Now, for a consumer who owns an AppleTV, the fact that they can rent movies directly from their TV without having to drive to the video store is pretty handy. For the rest of us that are more digital media savvy, it is absolutely amazing to me that Big Media is so out of touch with their customers that they would do this to them.
Now, let’s look at the reality:
- Having two competing HD formats is bad for consumers. — Lots of people have either Playstation 3’s, Xbox 360’s, Tivo HD’s, and relatively modern computers. Why are we wasting shelf space with physical discs where some movies are in one format and other movies are in another format. Digital 720p/1080p movies should be Big Media’s biggest push right now, and it’s not. Lost money, right there, lying on the floor.
- Having insane DRM restrictions hurts consumers. — Why waste the time with heavily DRM-laden content, when I can just get DRM-free HD content from the darker places on the internet (the “DarkNets”)?

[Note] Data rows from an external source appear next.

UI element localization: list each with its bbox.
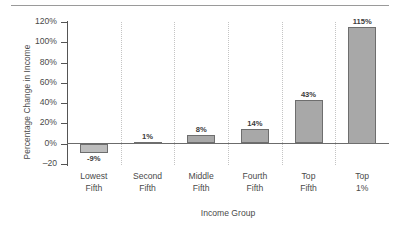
y-tick-label: 80%: [0, 57, 57, 67]
y-tick-label: 100%: [0, 36, 57, 46]
bar-value-label: 1%: [126, 132, 170, 141]
x-tick-label-line: Fifth: [171, 183, 231, 195]
y-tick-label: 0%: [0, 138, 57, 148]
x-tick-label-line: Second: [118, 171, 178, 183]
bar-value-label: 8%: [179, 125, 223, 134]
bar-value-label: 115%: [340, 17, 384, 26]
y-tick-label: –20: [0, 158, 57, 168]
bar-chart-figure: Percentage Change in Income 120%100%80%6…: [0, 0, 398, 232]
x-tick-label-line: Fifth: [118, 183, 178, 195]
x-tick-label-line: Fifth: [279, 183, 339, 195]
y-tick-mark: [61, 123, 67, 124]
x-tick-label: LowestFifth: [64, 171, 124, 194]
y-tick-label: 120%: [0, 16, 57, 26]
x-tick-label: Top1%: [332, 171, 392, 194]
bar: [80, 144, 108, 153]
vertical-grid-line: [335, 22, 336, 165]
bar: [348, 27, 376, 143]
vertical-grid-line: [282, 22, 283, 165]
bar-value-label: -9%: [72, 154, 116, 163]
y-tick-label: 20%: [0, 117, 57, 127]
y-tick-mark: [61, 164, 67, 165]
y-tick-mark: [61, 144, 67, 145]
x-tick-label-line: Fifth: [225, 183, 285, 195]
x-tick-label: FourthFifth: [225, 171, 285, 194]
y-axis-line: [67, 21, 68, 166]
x-tick-label: TopFifth: [279, 171, 339, 194]
y-tick-mark: [61, 83, 67, 84]
bar: [134, 142, 162, 144]
y-tick-mark: [61, 22, 67, 23]
bar-value-label: 43%: [287, 90, 331, 99]
x-tick-label-line: 1%: [332, 183, 392, 195]
x-tick-label-line: Fifth: [64, 183, 124, 195]
y-tick-mark: [61, 63, 67, 64]
vertical-grid-line: [228, 22, 229, 165]
vertical-grid-line: [174, 22, 175, 165]
y-tick-mark: [61, 42, 67, 43]
bar: [187, 135, 215, 143]
vertical-grid-line: [121, 22, 122, 165]
x-tick-label: MiddleFifth: [171, 171, 231, 194]
x-tick-label-line: Top: [332, 171, 392, 183]
x-tick-label-line: Lowest: [64, 171, 124, 183]
x-tick-label-line: Top: [279, 171, 339, 183]
bar-value-label: 14%: [233, 119, 277, 128]
bar: [295, 100, 323, 144]
x-tick-label-line: Fourth: [225, 171, 285, 183]
x-tick-label: SecondFifth: [118, 171, 178, 194]
x-axis-title: Income Group: [67, 208, 389, 218]
y-tick-mark: [61, 103, 67, 104]
y-tick-label: 60%: [0, 77, 57, 87]
bar: [241, 129, 269, 143]
x-tick-label-line: Middle: [171, 171, 231, 183]
y-tick-label: 40%: [0, 97, 57, 107]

After reading about how this guy’s Netflix downloads wouldn’t play because of the monitor he was using, you can bet I’ll never use the Netflix service, Amazon Unbox, or Windows Vista… EVER. I’ll just download content from the DarkNets because the currently-legal-yet-ridiculously-broken models for digital media suck for consumers.
- The DRM used by the Blu-ray and HDDVD formats has already been broken. — It’s only a matter of time before more people buy HDDVD and/or Blu-ray drives for their computers, crack the DRM on movies they rent, and post those consumer-friendly files on the internet. That business model (give away good stuff for free) is far more effective — and will ramp up faster — than either Blu-ray or HDDVD will in the marketplace.

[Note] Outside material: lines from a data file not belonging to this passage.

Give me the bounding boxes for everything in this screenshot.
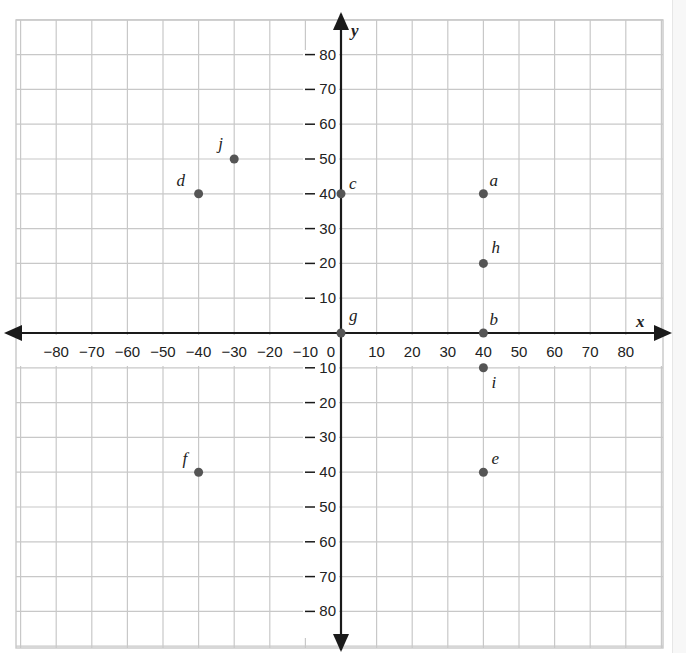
data-point-i: [479, 363, 488, 372]
data-point-g: [337, 329, 346, 338]
data-point-f: [194, 468, 203, 477]
y-tick-label: 30: [319, 220, 336, 237]
data-point-a: [479, 189, 488, 198]
y-tick-label: 60: [319, 533, 336, 550]
data-point-j: [230, 155, 239, 164]
x-tick-label: −40: [186, 343, 211, 360]
x-tick-label: 30: [439, 343, 456, 360]
data-point-e: [479, 468, 488, 477]
point-label-j: j: [216, 134, 223, 153]
data-point-h: [479, 259, 488, 268]
data-point-c: [337, 189, 346, 198]
y-axis-label: y: [349, 21, 359, 40]
x-tick-label: −10: [293, 343, 318, 360]
y-axis-down-arrow-icon: [333, 634, 349, 652]
point-label-g: g: [349, 306, 358, 325]
point-label-i: i: [491, 373, 496, 392]
x-tick-label: −50: [150, 343, 175, 360]
y-tick-label: 40: [319, 185, 336, 202]
x-tick-label: −60: [115, 343, 140, 360]
x-tick-label: −30: [221, 343, 246, 360]
point-label-b: b: [489, 310, 498, 329]
point-label-a: a: [489, 171, 498, 190]
y-tick-label: 20: [319, 394, 336, 411]
y-tick-label: 60: [319, 115, 336, 132]
y-tick-label: 10: [319, 359, 336, 376]
y-axis-up-arrow-icon: [333, 12, 349, 30]
y-tick-label: 70: [319, 568, 336, 585]
y-tick-label: 40: [319, 463, 336, 480]
x-tick-label: 10: [368, 343, 385, 360]
x-tick-label: 80: [617, 343, 634, 360]
x-tick-label: 60: [546, 343, 563, 360]
point-label-c: c: [349, 174, 357, 193]
x-tick-label: 70: [582, 343, 599, 360]
y-tick-label: 10: [319, 289, 336, 306]
x-tick-label: 0: [327, 343, 335, 360]
point-label-e: e: [491, 449, 499, 468]
x-tick-label: 50: [511, 343, 528, 360]
x-axis-label: x: [635, 312, 645, 331]
x-tick-label: 20: [404, 343, 421, 360]
x-tick-label: −70: [79, 343, 104, 360]
x-tick-label: 40: [475, 343, 492, 360]
y-tick-label: 80: [319, 46, 336, 63]
data-point-b: [479, 329, 488, 338]
y-tick-label: 70: [319, 80, 336, 97]
y-tick-label: 20: [319, 254, 336, 271]
x-tick-label: −20: [257, 343, 282, 360]
y-tick-label: 80: [319, 602, 336, 619]
y-tick-label: 50: [319, 150, 336, 167]
x-axis-left-arrow-icon: [4, 325, 22, 341]
point-label-h: h: [491, 238, 500, 257]
point-label-d: d: [177, 171, 186, 190]
y-tick-label: 30: [319, 428, 336, 445]
page-edge: [672, 0, 686, 653]
point-label-f: f: [183, 449, 190, 468]
y-tick-label: 50: [319, 498, 336, 515]
data-point-d: [194, 189, 203, 198]
x-tick-label: −80: [43, 343, 68, 360]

Now, here’s my proposal: What if, instead of causing consumers grief with ridiculous restrictions on HD content, what if there was a way to monetize the flow of this content across the internet? Where money was made, not by restricting the content beyond belief, nor by forcing people to drive down to their local Walmart store and purchase a physical box with a physical disc, but by monetizing the free flow of the content. The more the content flows, and the more people who share HD movies over P2P, the more money is made.

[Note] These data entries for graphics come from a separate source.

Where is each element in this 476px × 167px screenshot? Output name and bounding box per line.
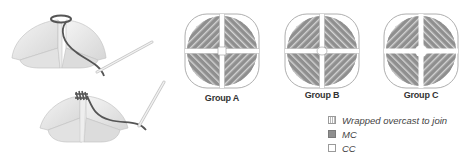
- group-a-label: Group A: [192, 93, 252, 103]
- legend-label: MC: [342, 129, 357, 140]
- legend-label: Wrapped overcast to join: [342, 115, 447, 126]
- legend-item-cc: CC: [328, 143, 356, 153]
- cc-swatch-icon: [328, 144, 336, 152]
- group-a-diagram: [183, 12, 261, 90]
- legend-label: CC: [342, 143, 356, 154]
- wrapped-swatch-icon: [328, 116, 336, 124]
- join-illustration-bottom: [0, 80, 170, 150]
- mc-swatch-icon: [328, 130, 336, 138]
- group-b-diagram: [283, 12, 361, 90]
- group-b-label: Group B: [292, 90, 352, 100]
- join-illustration-top: [0, 0, 170, 82]
- legend-item-wrapped: Wrapped overcast to join: [328, 115, 447, 125]
- group-c-diagram: [382, 12, 460, 90]
- group-c-label: Group C: [391, 90, 451, 100]
- legend-item-mc: MC: [328, 129, 357, 139]
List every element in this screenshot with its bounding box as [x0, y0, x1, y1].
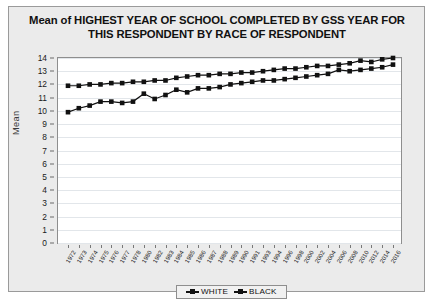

What would that world look like? Consumers would certainly be happier because they could get whatever they wanted, whenever they wanted it. Labels and Studios would be happy because they’d be making more money than ever before by embracing this new model. Everyone wins, right?
All I’ll say is this: WarpShare. Keep your eyes and ears open folks. More information is coming soon.
Oh, and for anyone keeping track of the current score, Piracy is beating Legal Solutions: 489,672,211,642–0.